DPRK--Only Tax-free Country
- ️John Pike
Korean Central News Agency of DPRK via Korea News Service (KNS)
Pyongyang, March 20 (KCNA) -- The people of the Democratic People's Republic of Korea enjoy a happy life, not knowing what the tax is like. It is the reality of Korea that people do not know the rent while living in modern houses built at the state's expenses and even receive scholarships from the state while studying at universities, far from paying fees. Though the country is undergoing difficulties today, there is no change in the policies of the Party and the state typically represented by free medical care and free education. On the contrary, new popular measures are taken.
This is unthinkable apart from the people-centered Korean style socialist system. The tax system in the DPRK was totally abolished on April 1, Juche 63 (1974). The law of the Supreme People's Assembly "On Totally Abolishing the Tax System" was promulgated at the third session of the Fifth Supreme People's Assembly of the DPRK held in Pyongyang on March 21 that year.
The tax system has been in force in all the countries for thousands of years with the appearance of states. Its complete repeal in the DPRK was the first of its kind in human history.
With the enforcement of this law, the DPRK has earned the proud name "the only country without tax".
On the 32nd anniversary of its promulgation, the Korean people retrospect the immortal feats of President Kim Il Sung, the supreme incarnation of love for the people. As far back as the days of the anti-Japanese revolutionary struggle, Kim Il Sung stipulated the establishment of a just tax system in the Ten-point Programme of the Association for the Restoration of the Fatherland.
After the liberation of the country, he abolished the predatory tax system of the Japanese imperialists and established a popular and democratic one. He also reduced the tax burdens of the people step by step while consolidating the economic foundation of the country.
In 1955 the income tax upon the workers and office employees was cut sharply, the tax levies upon the handicraftsmen, businessmen and merchants were cut down by a wide margin and agricultural tax in kind was trimmed back to 20.1 percent on an average. Later, the agricultural tax in kind that had remained partially and the negligible income tax of the workers and office employees were scrapped.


## What needs to be done
Work through the data line by line, gathering every line that has the word "Details".

[Stored items]
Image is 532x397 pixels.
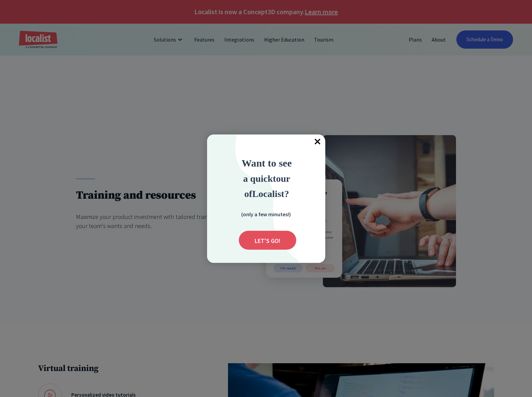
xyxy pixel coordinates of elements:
[310,134,325,149] div: Close popup
[252,188,289,199] strong: Localist?
[310,134,325,149] span: ×
[243,174,273,184] span: a quick
[242,158,292,169] strong: Want to see
[223,155,311,201] div: Want to see a quick tour of Localist?
[232,210,299,219] div: (only a few minutes!)
[241,211,290,218] strong: (only a few minutes!)
[239,231,296,250] div: Submit
[244,174,290,199] strong: ur of
[273,174,281,184] strong: to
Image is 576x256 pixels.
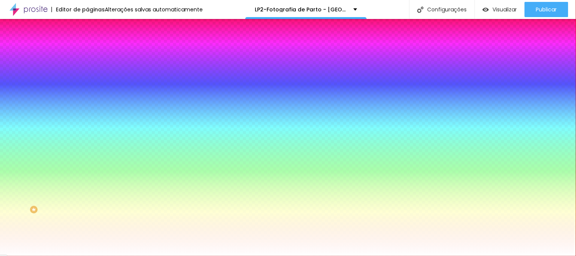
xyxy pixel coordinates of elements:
button: Publicar [525,2,568,17]
p: LP2-Fotografia de Parto - [GEOGRAPHIC_DATA]/[GEOGRAPHIC_DATA] 2025 [255,7,348,12]
span: Publicar [536,6,557,13]
div: Editor de páginas [51,7,105,12]
img: view-1.svg [483,6,489,13]
button: Visualizar [475,2,525,17]
div: Alterações salvas automaticamente [105,7,203,12]
span: Visualizar [493,6,517,13]
img: Icone [417,6,424,13]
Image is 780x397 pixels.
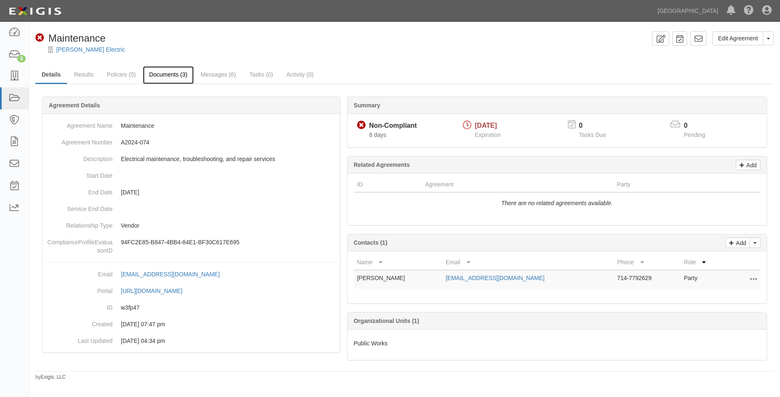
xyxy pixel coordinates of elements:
div: Non-Compliant [369,121,417,131]
div: 3 [17,55,26,62]
td: 714-7792629 [614,270,680,289]
div: [EMAIL_ADDRESS][DOMAIN_NAME] [121,270,220,279]
p: 0 [579,121,616,131]
th: Phone [614,255,680,270]
span: Maintenance [48,32,105,44]
th: Email [442,255,614,270]
a: Tasks (0) [243,66,279,83]
a: Documents (3) [143,66,194,84]
span: Since 09/01/2025 [369,132,386,138]
dd: A2024-074 [46,134,337,151]
a: [EMAIL_ADDRESS][DOMAIN_NAME] [446,275,544,282]
p: Add [744,160,757,170]
dd: w3fp47 [46,300,337,316]
a: [EMAIL_ADDRESS][DOMAIN_NAME] [121,271,229,278]
a: Details [35,66,67,84]
a: [GEOGRAPHIC_DATA] [653,2,722,19]
dt: Start Date [46,167,112,180]
dd: [DATE] 07:47 pm [46,316,337,333]
b: Contacts (1) [354,240,387,246]
span: Pending [684,132,705,138]
a: Add [736,160,760,170]
dd: Maintenance [46,117,337,134]
a: Activity (0) [280,66,320,83]
dd: Vendor [46,217,337,234]
div: Maintenance [35,31,105,45]
i: Help Center - Complianz [744,6,754,16]
p: Add [734,238,746,248]
b: Organizational Units (1) [354,318,419,325]
span: [DATE] [475,122,497,129]
dd: [DATE] 04:34 pm [46,333,337,350]
p: 0 [684,121,715,131]
th: Role [680,255,727,270]
dt: Agreement Name [46,117,112,130]
a: Policies (5) [101,66,142,83]
b: Agreement Details [49,102,100,109]
small: by [35,374,66,381]
p: Electrical maintenance, troubleshooting, and repair services [121,155,337,163]
a: Exigis, LLC [41,375,66,380]
img: logo-5460c22ac91f19d4615b14bd174203de0afe785f0fc80cf4dbbc73dc1793850b.png [6,4,64,19]
dt: Last Updated [46,333,112,345]
i: Non-Compliant [35,34,44,42]
th: ID [354,177,422,192]
span: Expiration [475,132,501,138]
dt: Description [46,151,112,163]
a: [URL][DOMAIN_NAME] [121,288,192,295]
a: Edit Agreement [712,31,763,45]
a: Messages (6) [195,66,242,83]
dt: Portal [46,283,112,295]
td: Party [680,270,727,289]
td: [PERSON_NAME] [354,270,442,289]
th: Party [613,177,724,192]
span: Public Works [354,340,387,347]
b: Summary [354,102,380,109]
dt: Created [46,316,112,329]
dt: Service End Date [46,201,112,213]
a: Add [725,238,750,248]
b: Related Agreements [354,162,410,168]
span: Tasks Due [579,132,606,138]
a: Results [68,66,100,83]
dd: [DATE] [46,184,337,201]
p: 94FC2E85-B847-4BB4-84E1-BF30C617E695 [121,238,337,247]
a: [PERSON_NAME] Electric [56,46,125,53]
dt: ComplianceProfileEvaluationID [46,234,112,255]
th: Name [354,255,442,270]
i: There are no related agreements available. [501,200,613,207]
dt: End Date [46,184,112,197]
dt: Email [46,266,112,279]
dt: ID [46,300,112,312]
dt: Relationship Type [46,217,112,230]
th: Agreement [422,177,613,192]
i: Non-Compliant [357,121,366,130]
dt: Agreement Number [46,134,112,147]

## Response box
a: Details [35,66,67,84]
b: Agreement Details [49,102,100,109]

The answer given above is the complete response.